The evening after a gunman killed 10 people at a high school in Santa Fe, Texas, Houston police chief Art Acevedo took to Facebook to write an impassioned plea for gun control, writing that he had hit “rock bottom” after the massacre.
“I spent the day dealing with another mass shooting of children,” Acevedo wrote in his post. “I know some have strong feelings about gun rights…I am not interested in your views as it pertains to this issue.”
The Santa Fe High School shooting, 35 miles outside of Houston, is far from the first mass shooting to affect Texas cities in the past few years. Six months ago, 26 people were killed at the Texas First Baptist Church in Sutherland Springs, Texas. And in 2016, a gunman killed 5 police officers in Dallas. At least 99 people have died in 8 mass shootings in the state since 1984.
Acevedo has called for stronger gun measures before, and on March 24 he joined in Houston’s March for Our Lives, one of many marches across the country spearheaded by teen survivors of the February shooting at Marjory Stoneman Douglas High School in Florida.
Here is his full Facebook post:
To all my Facebook friends. Today I spent the day dealing with another mass shooting of children and a responding police officer who is clinging to life. I’m not ashamed to admit I’ve shed tears of sadness, pain and anger.
I know some have strong feelings about gun rights but I want you to know I’ve hit rock bottom and I am not interested in your views as it pertains to this issue. Please do not post anything about guns aren’t the problem and there’s little we can do. My feelings won’t be hurt if you de-friend me and I hope yours won’t be if you decide to post about your views and I de-friend you.
I have never accepted the status-quo in anything I do and I’ve never accepted defeat. And I won’t do it now. I will continue to speak up and will stand up for what my heart and my God commands me to do, and I assure you he hasn’t instructed me to believe that gun-rights are bestowed by him.
The hatred being spewed in our country and the new norms we, so-called people of faith are accepting, is as much to blame for so much of the violence in our once pragmatic Nation.
This isn’t a time for prayers, and study and Inaction, it’s a time for prayers, action and the asking of God’s forgiveness for our inaction (especially the elected officials that ran to the cameras today, acted in a solemn manner, called for prayers, and will once again do absolutely nothing).
I close by saying, I wish those that move on from this page the best. May God Bless you and keep you.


(WORK REQUEST)
Return each line of the data below that contains the string "Kids".

(STORED DATA)
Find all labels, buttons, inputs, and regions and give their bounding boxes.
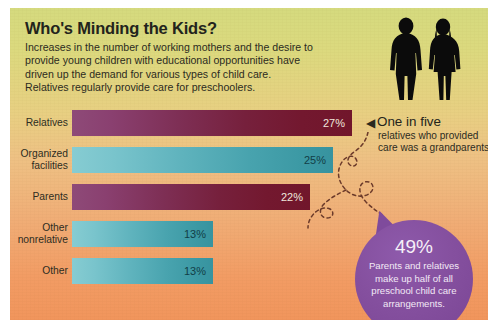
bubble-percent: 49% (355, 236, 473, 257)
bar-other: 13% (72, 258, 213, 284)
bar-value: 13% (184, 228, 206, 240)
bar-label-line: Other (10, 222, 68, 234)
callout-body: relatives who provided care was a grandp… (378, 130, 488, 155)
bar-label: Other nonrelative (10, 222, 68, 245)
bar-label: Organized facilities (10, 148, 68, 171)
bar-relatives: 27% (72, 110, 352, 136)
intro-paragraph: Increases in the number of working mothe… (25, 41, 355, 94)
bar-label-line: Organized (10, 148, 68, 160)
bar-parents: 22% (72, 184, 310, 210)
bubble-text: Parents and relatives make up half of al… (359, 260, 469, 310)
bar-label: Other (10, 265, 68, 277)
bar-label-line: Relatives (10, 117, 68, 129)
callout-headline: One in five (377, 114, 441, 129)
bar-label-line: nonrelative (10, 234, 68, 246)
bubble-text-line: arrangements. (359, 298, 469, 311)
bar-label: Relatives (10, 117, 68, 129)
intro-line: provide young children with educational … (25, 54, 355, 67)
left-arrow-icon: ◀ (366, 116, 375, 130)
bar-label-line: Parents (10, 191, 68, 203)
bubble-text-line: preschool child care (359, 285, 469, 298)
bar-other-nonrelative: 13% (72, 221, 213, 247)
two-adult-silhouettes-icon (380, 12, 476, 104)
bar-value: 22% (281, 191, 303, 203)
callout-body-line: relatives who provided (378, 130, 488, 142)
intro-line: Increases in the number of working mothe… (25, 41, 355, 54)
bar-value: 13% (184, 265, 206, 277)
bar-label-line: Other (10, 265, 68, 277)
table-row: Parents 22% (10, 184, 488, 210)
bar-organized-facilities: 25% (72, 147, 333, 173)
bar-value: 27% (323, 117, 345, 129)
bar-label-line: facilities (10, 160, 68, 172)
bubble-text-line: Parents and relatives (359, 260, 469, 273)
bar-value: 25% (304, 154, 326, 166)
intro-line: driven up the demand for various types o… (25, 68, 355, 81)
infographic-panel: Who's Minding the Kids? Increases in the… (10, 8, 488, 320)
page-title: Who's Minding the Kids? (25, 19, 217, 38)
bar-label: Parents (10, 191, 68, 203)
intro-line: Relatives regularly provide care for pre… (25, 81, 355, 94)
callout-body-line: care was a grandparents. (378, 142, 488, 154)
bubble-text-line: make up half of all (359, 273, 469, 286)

==

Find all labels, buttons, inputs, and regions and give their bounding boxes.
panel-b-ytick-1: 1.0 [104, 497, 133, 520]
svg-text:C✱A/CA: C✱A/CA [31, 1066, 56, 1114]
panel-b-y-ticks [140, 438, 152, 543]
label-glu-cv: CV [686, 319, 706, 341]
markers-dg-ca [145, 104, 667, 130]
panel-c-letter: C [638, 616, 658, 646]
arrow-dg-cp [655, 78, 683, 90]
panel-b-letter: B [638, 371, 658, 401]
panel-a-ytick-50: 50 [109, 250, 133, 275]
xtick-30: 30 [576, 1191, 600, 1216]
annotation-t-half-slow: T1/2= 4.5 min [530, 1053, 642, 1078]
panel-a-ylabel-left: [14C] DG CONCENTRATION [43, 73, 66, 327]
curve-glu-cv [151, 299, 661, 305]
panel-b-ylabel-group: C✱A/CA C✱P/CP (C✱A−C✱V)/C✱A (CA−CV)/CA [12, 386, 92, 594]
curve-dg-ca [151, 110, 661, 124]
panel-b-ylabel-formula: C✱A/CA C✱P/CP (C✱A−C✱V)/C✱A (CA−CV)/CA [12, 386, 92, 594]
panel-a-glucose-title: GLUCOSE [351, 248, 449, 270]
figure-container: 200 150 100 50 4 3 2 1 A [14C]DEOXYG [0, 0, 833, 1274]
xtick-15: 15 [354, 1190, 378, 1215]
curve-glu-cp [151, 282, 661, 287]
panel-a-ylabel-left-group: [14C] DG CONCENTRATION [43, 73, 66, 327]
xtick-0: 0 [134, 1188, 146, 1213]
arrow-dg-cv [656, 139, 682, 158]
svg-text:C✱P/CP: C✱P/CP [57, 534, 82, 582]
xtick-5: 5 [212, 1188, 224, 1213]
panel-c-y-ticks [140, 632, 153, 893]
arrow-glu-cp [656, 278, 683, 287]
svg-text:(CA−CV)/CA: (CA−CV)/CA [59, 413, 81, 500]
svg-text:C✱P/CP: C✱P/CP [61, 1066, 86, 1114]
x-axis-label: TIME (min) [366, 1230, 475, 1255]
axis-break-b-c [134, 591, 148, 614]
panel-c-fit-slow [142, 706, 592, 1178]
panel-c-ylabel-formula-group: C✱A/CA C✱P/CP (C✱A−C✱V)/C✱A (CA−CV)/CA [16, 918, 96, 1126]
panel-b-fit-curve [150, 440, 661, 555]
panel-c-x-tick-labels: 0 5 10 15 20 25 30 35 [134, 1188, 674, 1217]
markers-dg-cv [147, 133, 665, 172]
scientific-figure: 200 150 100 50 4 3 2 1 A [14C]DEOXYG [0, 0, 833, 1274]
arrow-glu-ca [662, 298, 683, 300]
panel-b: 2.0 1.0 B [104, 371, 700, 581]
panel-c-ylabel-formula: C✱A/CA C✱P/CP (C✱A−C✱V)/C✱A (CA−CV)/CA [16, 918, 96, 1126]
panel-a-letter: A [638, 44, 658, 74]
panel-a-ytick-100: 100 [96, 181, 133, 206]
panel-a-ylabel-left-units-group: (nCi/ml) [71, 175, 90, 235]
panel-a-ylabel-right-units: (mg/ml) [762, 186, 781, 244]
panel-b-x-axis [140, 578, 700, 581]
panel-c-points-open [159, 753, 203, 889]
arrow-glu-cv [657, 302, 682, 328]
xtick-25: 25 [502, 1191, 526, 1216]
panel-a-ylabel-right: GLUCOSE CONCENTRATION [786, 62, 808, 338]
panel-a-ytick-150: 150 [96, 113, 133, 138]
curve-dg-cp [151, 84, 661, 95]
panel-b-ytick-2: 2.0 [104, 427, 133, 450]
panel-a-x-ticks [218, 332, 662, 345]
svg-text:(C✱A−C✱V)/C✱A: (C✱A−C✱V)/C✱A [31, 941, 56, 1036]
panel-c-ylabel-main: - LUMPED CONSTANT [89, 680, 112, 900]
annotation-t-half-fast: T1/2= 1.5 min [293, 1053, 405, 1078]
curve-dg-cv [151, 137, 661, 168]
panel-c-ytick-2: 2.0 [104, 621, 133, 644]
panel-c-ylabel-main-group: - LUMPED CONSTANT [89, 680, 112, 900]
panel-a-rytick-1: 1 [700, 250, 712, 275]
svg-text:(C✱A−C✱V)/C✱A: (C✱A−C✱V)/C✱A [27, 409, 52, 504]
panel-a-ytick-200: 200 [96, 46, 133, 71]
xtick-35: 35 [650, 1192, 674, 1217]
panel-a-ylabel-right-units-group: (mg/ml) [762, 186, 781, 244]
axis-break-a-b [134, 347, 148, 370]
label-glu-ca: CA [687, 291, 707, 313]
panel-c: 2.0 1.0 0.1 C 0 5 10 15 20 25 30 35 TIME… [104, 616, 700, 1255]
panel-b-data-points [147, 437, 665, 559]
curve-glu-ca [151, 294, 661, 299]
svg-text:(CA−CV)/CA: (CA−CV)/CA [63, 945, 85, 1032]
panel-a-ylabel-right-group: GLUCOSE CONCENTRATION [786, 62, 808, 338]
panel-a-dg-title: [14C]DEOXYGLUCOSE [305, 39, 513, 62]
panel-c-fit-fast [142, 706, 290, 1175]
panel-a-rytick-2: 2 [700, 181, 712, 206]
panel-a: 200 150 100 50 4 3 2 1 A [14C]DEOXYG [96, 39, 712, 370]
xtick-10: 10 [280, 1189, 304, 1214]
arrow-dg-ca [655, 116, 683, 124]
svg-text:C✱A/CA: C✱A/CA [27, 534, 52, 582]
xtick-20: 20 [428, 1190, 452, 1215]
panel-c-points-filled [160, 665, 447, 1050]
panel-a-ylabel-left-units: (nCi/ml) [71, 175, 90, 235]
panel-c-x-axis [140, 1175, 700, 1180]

(EXERCISE OUTPUT)
infographic-panel: Who's Minding the Kids? Increases in the… (10, 8, 488, 320)
page-title: Who's Minding the Kids? (25, 19, 217, 38)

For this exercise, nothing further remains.